Components can access a cached request via:

const getRequestCache = <K extends StableKey, T>(
  key: K,
  requestFn: RequestFn<K, T>,
): RequestCache<K, T> => {
  const hash = stableHash(key);

  if (globalRequestCacheStore == null) {
    throw new Error('globalRequestCacheStore not initialized');
  }

  const existing = globalRequestCacheStore.get(hash);

  if (existing) {
    return existing as RequestCache<K, T>;
  }

  const instance = new RequestCache<K, T>(key, requestFn);
  globalRequestCacheStore.set(hash, instance);
  return instance;
};

Which you can wrap like:

export const getNote = (token: string, id: number) => {
  // getRequestCache(key, fetcher)
  return getRequestCache(
    { url: `http://api.com/note/${id}`, token },
    async ({ url, token }) => {
      await sleep(2000);
      return { url, token, note: 'I am a note!' };
    }
  );
};

And then in a child component:

const { id } = $props();
const requestInstance = getNote('my-token', id);
// requestInstance.state.status === "loading"

⚠️ The Problem

When id changes (via props), the getNote call is still referring to the cached instance for the old id, because the component doesn't call getNote again. You can wrap it with$derive because it creates an object and stores it ($derive must not include unsafe mutations or side effects)
My workaround for now is to force Svelte to recreate the child by wrapping it in a #key block:

{#key id}
  <Note id={id} />
{/key}

This works, but feels awkward — perhaps even an anti-pattern.

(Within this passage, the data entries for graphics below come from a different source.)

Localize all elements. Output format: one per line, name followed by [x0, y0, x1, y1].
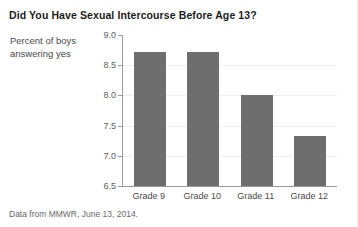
y-tick-label: 9.0 [86, 30, 116, 40]
y-tick-label: 8.5 [86, 60, 116, 70]
bar [134, 52, 166, 186]
x-tick-label: Grade 12 [290, 191, 328, 201]
plot-area [122, 35, 337, 187]
bar-slot [123, 35, 177, 186]
x-tick-label: Grade 10 [183, 191, 221, 201]
x-tick-label: Grade 11 [237, 191, 274, 201]
y-tick-mark [118, 35, 122, 36]
bar-slot [177, 35, 231, 186]
bar-slot [230, 35, 284, 186]
bar [294, 136, 326, 186]
plot-area-wrapper [122, 35, 336, 186]
y-tick-label: 8.0 [86, 90, 116, 100]
y-tick-mark [118, 186, 122, 187]
chart-title: Did You Have Sexual Intercourse Before A… [9, 9, 257, 21]
source-note: Data from MMWR, June 13, 2014. [9, 209, 138, 219]
y-tick-mark [118, 126, 122, 127]
bar [241, 95, 273, 186]
chart-figure: Did You Have Sexual Intercourse Before A… [0, 0, 358, 227]
bar-slot [284, 35, 338, 186]
y-axis-label-line-2: answering yes [10, 47, 102, 60]
y-tick-mark [118, 156, 122, 157]
bar [187, 52, 219, 186]
y-tick-label: 7.5 [86, 121, 116, 131]
y-tick-mark [118, 95, 122, 96]
bars-group [123, 35, 337, 186]
y-tick-label: 6.5 [86, 181, 116, 191]
y-tick-label: 7.0 [86, 151, 116, 161]
x-tick-label: Grade 9 [132, 191, 165, 201]
y-tick-mark [118, 65, 122, 66]
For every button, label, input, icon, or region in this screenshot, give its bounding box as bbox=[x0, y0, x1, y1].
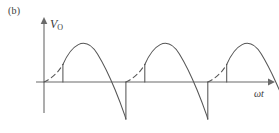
conducting-sinusoid-cycle-1 bbox=[63, 43, 126, 119]
blocked-segment-cycle-1 bbox=[44, 65, 63, 83]
x-axis-arrow-icon bbox=[268, 79, 275, 86]
y-axis-arrow-icon bbox=[41, 17, 48, 24]
blocked-segment-cycle-2 bbox=[126, 65, 145, 83]
waveform-plot bbox=[0, 0, 279, 133]
conducting-sinusoid-cycle-3 bbox=[227, 43, 279, 97]
figure-container: (b) VO ωt bbox=[0, 0, 279, 133]
blocked-segment-cycle-3 bbox=[208, 65, 227, 83]
waveform-group bbox=[44, 43, 279, 119]
conducting-sinusoid-cycle-2 bbox=[145, 43, 208, 119]
axes-group bbox=[36, 17, 275, 113]
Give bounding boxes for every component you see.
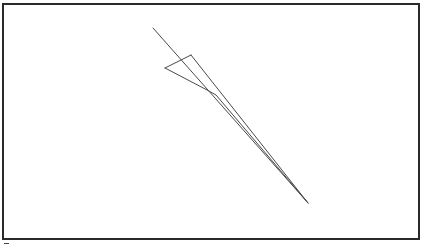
diagram-frame [3, 4, 419, 239]
diagram-canvas [0, 0, 421, 247]
corner-mark [4, 243, 9, 244]
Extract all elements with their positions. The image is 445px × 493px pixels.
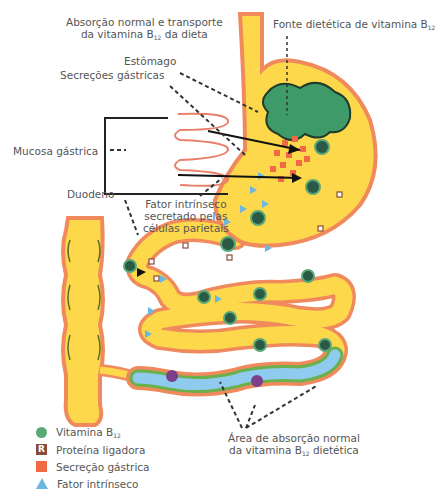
- blue-triangle-icon: [36, 478, 48, 489]
- title-line-1: Absorção normal e transporte: [66, 16, 223, 28]
- stomach-label: Estômago: [124, 55, 176, 67]
- r-square-icon: R: [36, 444, 47, 455]
- green-circle-icon: [36, 427, 47, 438]
- orange-square-icon: [36, 461, 47, 472]
- legend-item-intrinsic-factor: Fator intrínseco: [36, 475, 150, 492]
- legend: Vitamina B12 R Proteína ligadora Secreçã…: [36, 424, 150, 492]
- legend-item-binding-protein: R Proteína ligadora: [36, 441, 150, 458]
- gastric-secretions-label: Secreções gástricas: [60, 69, 165, 81]
- legend-item-gastric-secretion: Secreção gástrica: [36, 458, 150, 475]
- absorption-area-label: Área de absorção normal da vitamina B12 …: [228, 432, 360, 460]
- title-line-2: da vitamina B12 da dieta: [66, 28, 223, 44]
- legend-item-vitamin-b12: Vitamina B12: [36, 424, 150, 441]
- intrinsic-factor-label: Fator intrínseco secretado pelas células…: [143, 198, 229, 234]
- dietary-source-label: Fonte dietética de vitamina B12: [273, 18, 435, 34]
- large-intestine: [63, 218, 138, 425]
- small-intestine: [138, 230, 345, 385]
- duodenum-label: Duodeno: [67, 188, 114, 200]
- normal-absorption-title: Absorção normal e transporte da vitamina…: [66, 16, 223, 44]
- gastric-mucosa-label: Mucosa gástrica: [13, 145, 98, 157]
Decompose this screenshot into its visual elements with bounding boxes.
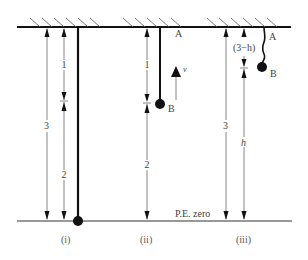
dim-label-upper: 1 [145, 59, 150, 70]
pe-zero-label: P.E. zero [175, 208, 210, 219]
arrow-down-icon [62, 92, 67, 100]
arrow-down-icon [242, 59, 247, 67]
dim-label-upper: 1 [62, 59, 67, 70]
dimension-split [143, 29, 151, 219]
arrow-down-icon [242, 211, 247, 220]
dim-label-lower: 2 [145, 159, 150, 170]
arrow-up-icon [45, 28, 50, 37]
panel-iii: 3 (3−h) h A B (iii) [223, 27, 277, 246]
arrow-up-icon [242, 69, 247, 78]
diagram-canvas: P.E. zero 3 1 2 (i) [0, 0, 308, 260]
dim-label-lower: 2 [62, 169, 67, 180]
panel-caption: (iii) [236, 234, 251, 246]
dim-label-lower: h [241, 137, 246, 148]
velocity-arrow-icon [171, 66, 181, 77]
panel-caption: (i) [61, 234, 70, 246]
dim-label-total: 3 [223, 120, 228, 131]
dim-label-upper: (3−h) [233, 42, 255, 54]
panel-i: 3 1 2 (i) [44, 27, 83, 246]
point-b-label: B [270, 68, 277, 79]
ceiling-hatching [30, 18, 277, 27]
arrow-up-icon [62, 102, 67, 111]
point-b-label: B [168, 103, 175, 114]
ball [257, 62, 267, 72]
arrow-down-icon [145, 211, 150, 220]
dim-label-total: 3 [44, 120, 49, 131]
arrow-up-icon [62, 28, 67, 37]
ball [155, 99, 165, 109]
arrow-up-icon [242, 28, 247, 37]
arrow-down-icon [62, 211, 67, 220]
arrow-down-icon [224, 211, 229, 220]
point-a-label: A [175, 28, 183, 39]
velocity-label: v [183, 65, 187, 74]
slack-rope [262, 27, 265, 63]
dimension-split [240, 29, 248, 219]
point-a-label: A [269, 31, 277, 42]
arrow-up-icon [145, 104, 150, 113]
arrow-up-icon [224, 28, 229, 37]
dimension-split [60, 29, 68, 219]
ceiling [17, 18, 291, 27]
arrow-down-icon [45, 211, 50, 220]
arrow-down-icon [145, 94, 150, 102]
panel-caption: (ii) [140, 234, 152, 246]
ball [73, 216, 83, 226]
arrow-up-icon [145, 28, 150, 37]
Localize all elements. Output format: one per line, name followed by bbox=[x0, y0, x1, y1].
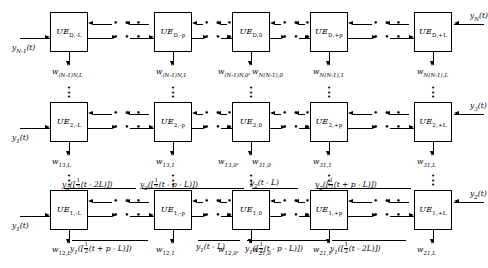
ue-box-row-2-1[interactable]: UE2,-p bbox=[154, 102, 192, 142]
arrow-left-row-1-2a bbox=[270, 199, 275, 203]
left-input-label-row-1: y1(t) bbox=[12, 221, 29, 232]
tap-arrow-row-D-3 bbox=[326, 61, 330, 66]
row1-top-bracket-1 bbox=[142, 188, 244, 189]
link-dn-seg-row-1-1a bbox=[192, 216, 203, 217]
ue-box-row-1-3[interactable]: UE1,+p bbox=[310, 190, 348, 230]
row1-bottom-signal-3: y1([12(t - 2L)]) bbox=[330, 242, 381, 254]
ue-box-row-2-2[interactable]: UE2,0 bbox=[232, 102, 270, 142]
ue-box-row-D-3[interactable]: UED,+p bbox=[310, 12, 348, 52]
ue-box-row-1-2[interactable]: UE1,0 bbox=[232, 190, 270, 230]
link-up-seg-row-D-3a bbox=[353, 24, 372, 25]
left-input-arrow-row-D bbox=[45, 35, 50, 39]
ue-box-row-D-2[interactable]: UED,0 bbox=[232, 12, 270, 52]
row1-top-bracket-3 bbox=[317, 188, 411, 189]
link-up-seg-row-1-0b bbox=[130, 202, 149, 203]
weight-label-row-2-0: w13,L bbox=[52, 157, 71, 168]
row1-bottom-bracket-1 bbox=[198, 240, 240, 241]
tap-arrow-row-1-4 bbox=[430, 239, 434, 244]
arrow-right-row-1-0b bbox=[149, 213, 154, 217]
ue-box-row-D-1[interactable]: UED,-p bbox=[154, 12, 192, 52]
arrow-left-row-D-3b bbox=[385, 21, 390, 25]
right-input-arrow-row-1 bbox=[454, 199, 459, 203]
link-up-seg-row-1-1b bbox=[221, 202, 227, 203]
row1-bottom-signal-2: y1([12(t - p - L)]) bbox=[245, 242, 303, 254]
arrow-left-row-2-0b bbox=[125, 111, 130, 115]
ue-box-label: UE2,-p bbox=[161, 117, 185, 128]
link-up-seg-row-1-2b bbox=[299, 202, 305, 203]
vertical-ellipsis-row-2-4: ••• bbox=[429, 86, 437, 100]
arrow-left-row-1-1b bbox=[216, 199, 221, 203]
arrow-left-row-1-2b bbox=[294, 199, 299, 203]
link-up-seg-row-1-1a bbox=[197, 202, 203, 203]
arrow-left-row-2-2a bbox=[270, 111, 275, 115]
arrow-right-row-D-3b bbox=[409, 35, 414, 39]
vertical-ellipsis-row-2-3: ••• bbox=[325, 86, 333, 100]
weight-label-row-1-1: w12,1 bbox=[156, 245, 175, 256]
ue-box-label: UE1,-L bbox=[57, 205, 82, 216]
weight-label-row-D-3: wN(N-1),0 bbox=[252, 67, 283, 78]
ue-box-row-D-0[interactable]: UED,-L bbox=[50, 12, 88, 52]
tap-arrow-row-2-2 bbox=[248, 151, 252, 156]
link-dn-seg-row-2-0a bbox=[88, 128, 112, 129]
arrow-left-row-2-1a bbox=[192, 111, 197, 115]
weight-label-row-D-2: w(N-1)N,0, bbox=[218, 67, 251, 78]
arrow-left-row-2-2b bbox=[294, 111, 299, 115]
weight-label-row-D-5: wN(N-1),L bbox=[417, 67, 448, 78]
tap-arrow-row-1-1 bbox=[170, 239, 174, 244]
arrow-left-row-2-3a bbox=[348, 111, 353, 115]
ue-box-row-2-3[interactable]: UE2,+p bbox=[310, 102, 348, 142]
ue-box-row-2-4[interactable]: UE2,+L bbox=[414, 102, 452, 142]
right-input-arrow-row-2 bbox=[454, 111, 459, 115]
ue-box-label: UE2,-L bbox=[57, 117, 82, 128]
link-up-seg-row-2-3b bbox=[390, 114, 409, 115]
link-up-seg-row-2-1b bbox=[221, 114, 227, 115]
ue-box-label: UE1,+L bbox=[419, 205, 446, 216]
weight-label-row-2-3: w31,0 bbox=[252, 157, 271, 168]
row1-bottom-bracket-2 bbox=[247, 240, 329, 241]
arrow-left-row-D-2a bbox=[270, 21, 275, 25]
ue-box-label: UE1,-p bbox=[161, 205, 185, 216]
arrow-right-row-2-2b bbox=[305, 125, 310, 129]
ue-box-row-2-0[interactable]: UE2,-L bbox=[50, 102, 88, 142]
link-up-seg-row-2-2b bbox=[299, 114, 305, 115]
link-up-seg-row-1-2a bbox=[275, 202, 281, 203]
ue-box-label: UED,0 bbox=[239, 27, 262, 38]
ue-box-row-1-4[interactable]: UE1,+L bbox=[414, 190, 452, 230]
arrow-left-row-1-3b bbox=[385, 199, 390, 203]
weight-label-row-2-5: w31,L bbox=[417, 157, 436, 168]
tap-arrow-row-2-4 bbox=[430, 151, 434, 156]
link-dn-seg-row-2-2a bbox=[270, 128, 281, 129]
right-input-label-row-2: y3(t) bbox=[470, 101, 487, 112]
ue-box-label: UE2,0 bbox=[240, 117, 262, 128]
link-up-seg-row-2-2a bbox=[275, 114, 281, 115]
arrow-right-row-2-0b bbox=[149, 125, 154, 129]
ue-box-label: UED,-p bbox=[160, 27, 185, 38]
weight-label-row-1-5: w21,L bbox=[417, 245, 436, 256]
ue-box-label: UE2,+p bbox=[315, 117, 342, 128]
link-up-seg-row-D-1b bbox=[221, 24, 227, 25]
row1-bottom-signal-1: y1(t - L) bbox=[196, 242, 225, 253]
row1-top-bracket-0 bbox=[64, 188, 136, 189]
link-dn-seg-row-1-3a bbox=[348, 216, 372, 217]
link-up-seg-row-D-0a bbox=[93, 24, 112, 25]
ue-box-row-1-1[interactable]: UE1,-p bbox=[154, 190, 192, 230]
arrow-right-row-2-1b bbox=[227, 125, 232, 129]
link-up-seg-row-D-1a bbox=[197, 24, 203, 25]
link-dn-seg-row-D-3a bbox=[348, 38, 372, 39]
row1-bottom-bracket-0 bbox=[72, 240, 148, 241]
vertical-ellipsis-row-2-1: ••• bbox=[169, 86, 177, 100]
link-up-seg-row-1-3b bbox=[390, 202, 409, 203]
arrow-left-row-2-1b bbox=[216, 111, 221, 115]
link-up-seg-row-2-0a bbox=[93, 114, 112, 115]
ue-box-row-1-0[interactable]: UE1,-L bbox=[50, 190, 88, 230]
vertical-ellipsis-row-2-2: ••• bbox=[247, 86, 255, 100]
arrow-right-row-1-1b bbox=[227, 213, 232, 217]
arrow-left-row-D-0b bbox=[125, 21, 130, 25]
arrow-left-row-2-3b bbox=[385, 111, 390, 115]
arrow-left-row-1-1a bbox=[192, 199, 197, 203]
ue-box-label: UE1,0 bbox=[240, 205, 262, 216]
left-input-arrow-row-1 bbox=[45, 213, 50, 217]
arrow-left-row-D-0a bbox=[88, 21, 93, 25]
ue-box-row-D-4[interactable]: UED,+L bbox=[414, 12, 452, 52]
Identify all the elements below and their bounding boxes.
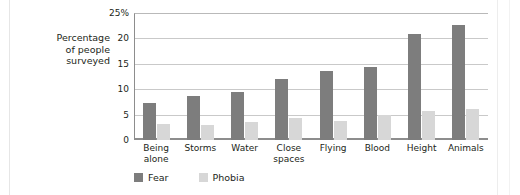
bar-group	[311, 13, 355, 140]
bar-fear-close-spaces	[275, 79, 288, 140]
x-axis-label-line: Animals	[444, 143, 488, 154]
bar-group	[400, 13, 444, 140]
x-axis-label-line: Close	[267, 143, 311, 154]
bar-fear-water	[231, 92, 244, 140]
x-axis-label-line: spaces	[267, 154, 311, 165]
x-axis-label-line: Flying	[311, 143, 355, 154]
bar-group	[134, 13, 178, 140]
category-labels: BeingaloneStormsWaterClosespacesFlyingBl…	[134, 143, 488, 165]
x-axis-label-blood: Blood	[355, 143, 399, 165]
bar-fear-flying	[320, 71, 333, 140]
bar-group	[444, 13, 488, 140]
x-axis-label-line: Water	[223, 143, 267, 154]
y-axis-title: Percentage of people surveyed	[18, 32, 110, 67]
legend-item-fear: Fear	[134, 172, 169, 183]
bar-phobia-height	[422, 111, 435, 140]
bar-phobia-animals	[466, 109, 479, 140]
x-axis-label-height: Height	[400, 143, 444, 165]
y-axis-tick-20: 20	[118, 33, 129, 43]
x-axis-label-line: Height	[400, 143, 444, 154]
bar-group	[355, 13, 399, 140]
x-axis-label-flying: Flying	[311, 143, 355, 165]
y-axis-tick-25: 25%	[109, 8, 129, 18]
bar-group	[178, 13, 222, 140]
y-axis-title-line-2: of people	[18, 44, 110, 56]
x-axis-label-line: Being	[134, 143, 178, 154]
y-axis-tick-10: 10	[118, 84, 129, 94]
x-axis-label-line: alone	[134, 154, 178, 165]
plot-area: 25%20151050	[134, 13, 488, 140]
x-axis-label-line: Storms	[178, 143, 222, 154]
y-axis-title-line-1: Percentage	[18, 32, 110, 44]
bar-phobia-water	[245, 122, 258, 140]
x-axis-label-storms: Storms	[178, 143, 222, 165]
y-axis-tick-5: 5	[123, 110, 129, 120]
legend-label-phobia: Phobia	[213, 172, 245, 183]
x-axis-label-line: Blood	[355, 143, 399, 154]
bar-phobia-blood	[378, 115, 391, 140]
page-edge-line-left	[9, 0, 10, 195]
bar-groups	[134, 13, 488, 140]
x-axis-label-animals: Animals	[444, 143, 488, 165]
x-axis-label-close-spaces: Closespaces	[267, 143, 311, 165]
y-axis-title-line-3: surveyed	[18, 55, 110, 67]
x-axis-label-being-alone: Beingalone	[134, 143, 178, 165]
bar-fear-storms	[187, 96, 200, 140]
bar-phobia-close-spaces	[289, 118, 302, 140]
legend-item-phobia: Phobia	[199, 172, 245, 183]
bar-phobia-flying	[334, 121, 347, 140]
bar-fear-being-alone	[143, 103, 156, 140]
bar-group	[267, 13, 311, 140]
y-axis-tick-0: 0	[123, 135, 129, 145]
legend-swatch-phobia-icon	[199, 173, 208, 182]
chart-figure: Percentage of people surveyed 25%2015105…	[0, 0, 520, 195]
bar-group	[223, 13, 267, 140]
bar-phobia-storms	[201, 125, 214, 140]
y-axis-tick-15: 15	[118, 59, 129, 69]
bar-fear-height	[408, 34, 421, 140]
bar-phobia-being-alone	[157, 124, 170, 140]
bar-fear-blood	[364, 67, 377, 140]
page-edge-line-right-outer	[509, 0, 510, 195]
chart-legend: Fear Phobia	[134, 172, 245, 183]
legend-swatch-fear-icon	[134, 173, 143, 182]
legend-label-fear: Fear	[148, 172, 169, 183]
x-axis-label-water: Water	[223, 143, 267, 165]
page-edge-line-right	[497, 0, 498, 195]
bar-fear-animals	[452, 25, 465, 140]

Describe the proposed solution

It would be nice the Svelte team provide an official, idiomatic recommendation for implementing a global request cache in Svelte, similar in spirit to how React Query or SWR work in React.

This would make it easy to:
Easily share and reuse async request state (data, loading, error) across multiple components.
Mutate and revalidate cached data from anywhere in the app, enabling patterns like optimistic updates, rollbacks on error, manual refresh actions, or keeping related views (e.g., a list of notes) in sync when items are created, updated, or deleted.
Ensure cached data remains consistent and reactive throughout the app, reflecting the latest state without manual intervention.

A recommended pattern, utility, or built-in API to support this common use case would be very helpful.